After years of being outdone by an Anglophone hegemony on repackaging black music and selling it back to America, the interpretive stock of the Eurozone has ascended almost as fast as its currency. Rather than reconfiguring blues, the French, the Germans, and the Scandinavians have cornered the market in refracting the urban jazz of post-war New York through the electro gauze of Chicago and Detroit (not that surprising when you consider that jazz was always taken more seriously in continental Europe than it was in Britain). And Drum Lesson, Vol.1 is quite possibly the pinnacle of that legacy, the freshest, wittiest, and most creative reply yet to the 21st century dancefloor’s debt to jazz.
As a nu-jazz pioneer with Trüby Trio, and a mainstay of Munich-based lynchpin, Sonar Kollektiv, producer/arranger Christian Prommer has been putting the swing into the silicon chip for years. Here, though, armed with the immensely talented quartet of pianist Roberto Di Gioia, bassist Dietr Ilg, percussionist/film composer Ernst Ströer and veteran drummer Wolfgang Haffner, he unplugs wholeheartedly for what, on paper, initially appears as outlandish as it does inspired: acoustic jazz treatments of house and techno touchstones, from Kraftwerk to Mr Fingers, Josh Wink via Louie Vega. In reality, it’s not all that ridiculous; the tribal throb of Africa cuts as deeply into jazz as it does into an acid-house era milestone like Can You Feel It , and the genius of this project is in simply making that link more or less obvious.
The Mr Fingers classic is actually one of the less recognizable covers but also one of the most stylish and insidious, more drawing room than warehouse; in place of the original’s synthethic whomp is mahogany-lustre bass and coal-glow shuffle, the chiselled dynamics of right hand and left hand piano beautifully understated and the shifting sonorities of it all as clear as a bell. Could you actually dance to it? Absolutely. Could you flap around to it like you’d just ingested something illegal? Probably not. Yet Prommer and his band — in the warmth and propulsion of the sound — manage to capture both the positivity and sense of possibility of the early house scene, and at the same time the fluidity and excitement of vintage acoustic jazz. And yes, if you’re wondering, “Trans Europa Express” is a blast, more North Sea Jazz than Bronx-sci-fi, but brilliantly done, full of warmth, humour and Teutonic savvy, and it shares plenty with Afrika Bambaataa — in the thrilling, hypnotic-hairpin rattle of its bongos, if not its well manicured piano, carrying all the strangeness of a melody you’ve so often heard looming out of a primitive sampler.
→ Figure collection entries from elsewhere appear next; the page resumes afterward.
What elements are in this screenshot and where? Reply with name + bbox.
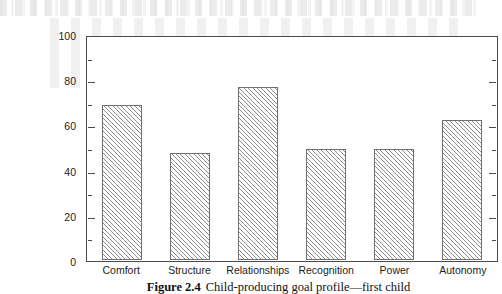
- bar-comfort: [102, 105, 143, 260]
- bar-chart-figure: 020406080100 ComfortStructureRelationshi…: [40, 16, 502, 294]
- y-tick-label: 100: [58, 31, 76, 42]
- y-tick-minor-left: [88, 195, 92, 196]
- bar-slot: [156, 38, 224, 260]
- y-tick-major-right: [489, 82, 496, 83]
- y-tick-major-right: [489, 127, 496, 128]
- bar-slot: [224, 38, 292, 260]
- caption-text: Child-producing goal profile—first child: [206, 280, 410, 294]
- y-tick-major-left: [88, 82, 95, 83]
- y-tick-minor-left: [88, 240, 92, 241]
- y-tick-major-right: [489, 173, 496, 174]
- bar-slot: [428, 38, 496, 260]
- y-tick-minor-right: [492, 105, 496, 106]
- y-tick-label: 60: [64, 121, 76, 132]
- y-tick-major-left: [88, 127, 95, 128]
- y-tick-label: 0: [70, 257, 76, 268]
- y-tick-label: 80: [64, 76, 76, 87]
- x-tick-label-relationships: Relationships: [224, 264, 292, 276]
- x-axis-category-labels: ComfortStructureRelationshipsRecognition…: [87, 264, 497, 276]
- caption-number: Figure 2.4: [147, 280, 201, 294]
- figure-caption: Figure 2.4Child-producing goal profile—f…: [40, 280, 502, 294]
- x-tick-label-comfort: Comfort: [87, 264, 155, 276]
- y-axis: 020406080100: [40, 36, 82, 262]
- y-tick-major-left: [88, 218, 95, 219]
- bar-power: [374, 149, 415, 260]
- bar-relationships: [238, 87, 279, 260]
- bar-autonomy: [442, 120, 483, 260]
- plot-area: [86, 36, 498, 262]
- bar-slot: [360, 38, 428, 260]
- y-tick-minor-right: [492, 195, 496, 196]
- y-tick-minor-left: [88, 60, 92, 61]
- bar-slot: [292, 38, 360, 260]
- y-tick-minor-left: [88, 105, 92, 106]
- x-tick-label-structure: Structure: [155, 264, 223, 276]
- y-tick-minor-right: [492, 240, 496, 241]
- y-tick-minor-left: [88, 150, 92, 151]
- y-tick-minor-right: [492, 60, 496, 61]
- y-tick-label: 40: [64, 166, 76, 177]
- y-tick-label: 20: [64, 212, 76, 223]
- bar-structure: [170, 153, 211, 260]
- x-tick-label-power: Power: [360, 264, 428, 276]
- y-tick-minor-right: [492, 150, 496, 151]
- y-tick-major-left: [88, 173, 95, 174]
- x-tick-label-autonomy: Autonomy: [429, 264, 497, 276]
- bar-recognition: [306, 149, 347, 260]
- y-tick-major-right: [489, 218, 496, 219]
- bars-container: [88, 38, 496, 260]
- x-tick-label-recognition: Recognition: [292, 264, 360, 276]
- scan-bleed-top: [0, 0, 477, 16]
- bar-slot: [88, 38, 156, 260]
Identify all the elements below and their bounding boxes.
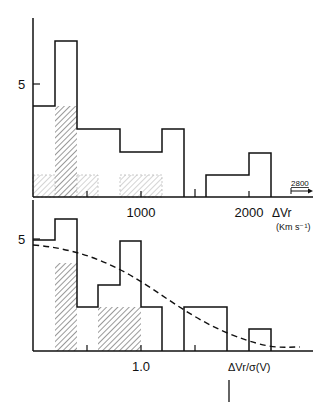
y-tick-label: 5 (18, 232, 25, 247)
x-tick-label: 2000 (235, 205, 264, 220)
x-tick-label: 1000 (127, 205, 156, 220)
x-axis-label: ΔVr/σ(V) (228, 361, 270, 373)
upper-histogram: 5 1000 2000 ΔVr (Km s⁻¹) 2800 (18, 18, 313, 232)
figure: 5 1000 2000 ΔVr (Km s⁻¹) 2800 5 1.0 ΔVr/… (0, 0, 336, 402)
y-tick-label: 5 (18, 77, 25, 92)
hatched-bin (55, 263, 77, 351)
x-axis-units: (Km s⁻¹) (276, 222, 311, 232)
x-tick-label: 1.0 (132, 359, 150, 374)
arrow-label: 2800 (291, 179, 309, 188)
hatched-bin (55, 106, 77, 197)
hatched-bin (33, 175, 55, 197)
hatched-bin (98, 307, 141, 351)
x-axis-label: ΔVr (272, 206, 292, 220)
arrow-head-icon (308, 189, 313, 194)
lower-histogram: 5 1.0 ΔVr/σ(V) (18, 200, 313, 402)
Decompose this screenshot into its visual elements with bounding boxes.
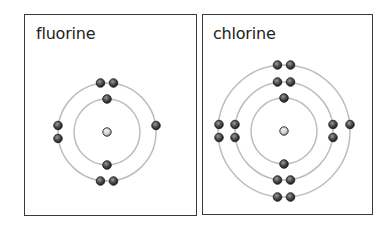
electron <box>152 121 161 130</box>
electron <box>54 121 63 130</box>
electron <box>286 193 295 202</box>
electron <box>215 120 224 129</box>
electron <box>54 134 63 143</box>
electron <box>109 79 118 88</box>
electron <box>286 78 295 87</box>
electron <box>103 95 112 104</box>
electron <box>286 176 295 185</box>
electron <box>286 61 295 70</box>
electron <box>231 120 240 129</box>
electron <box>280 94 289 103</box>
electron <box>103 161 112 170</box>
electron <box>215 133 224 142</box>
electron <box>329 133 338 142</box>
fluorine-nucleus <box>103 128 111 136</box>
electron <box>346 120 355 129</box>
electron <box>96 177 105 186</box>
electron <box>96 79 105 88</box>
electron <box>231 133 240 142</box>
fluorine-atom <box>54 79 161 186</box>
electron <box>273 193 282 202</box>
electron <box>280 160 289 169</box>
electron <box>273 176 282 185</box>
chlorine-atom <box>215 61 355 202</box>
chlorine-nucleus <box>280 127 288 135</box>
electron <box>329 120 338 129</box>
electron <box>273 61 282 70</box>
atom-diagrams <box>0 0 389 226</box>
electron <box>109 177 118 186</box>
electron <box>273 78 282 87</box>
“Higher State of Consciousness” is at the opposite end of the spectrum; like the original, it peaks and troughs, driven by an evil-sounding bass piano, plucking out the melody with a spiky, flattened, impish glee on. Jay Dee’s “Plastic Dreams” is all tiptoes and tension, a wiry showcase for the talents at Prommer’s fingertips. Easier, presumably, to envisage, are jazz treatments of Derrick May’s “Strings of Life” and NuYorican Soul’s “Nervous Track”. Both offer themselves up freely. May’s holy grail of Detroit Techno, starting point for the whole project and already a huge club hit in its Prommer reincarnation, is a joy, a homage too agile and ecstatic to be slavish. You can almost imagine that May conceived it knowing that one day there would be a jazz cover. Louie Vega’s Latin-jazz mascot, by contrast, works itself up into a veritable El Niño of cross-currents.
As for the original material, the various permutations of the title track are proof that Prommer’s vision isn’t confined to reinventing the past, and “Claire” (compiled on last year’s Sonar Kollektiv concept, Beats, Bites & Öxle) especially, proffers fathoms-deep dancefloor jazz charted on cello and viola. What’s perhaps most remarkable about Drum Lesson, Vol.1, is how elegantly, unwaveringly pristine it sounds without ever being clinical, for once a genuine triumph of DJ booth precision applied to the studio, and maybe just a little bit of Vorsprung Durch Technik. More than that, it offers provocative pointers for the supposedly moribund genre of acoustic jazz, from less than likely quarters — another example of music going back to go forwards. Even if you’re the kind of person whose eyes glaze over at the mere mention of the words “nu”, “jazz”, and especially “DJ”, be assured that this is one lesson well worth turning up for.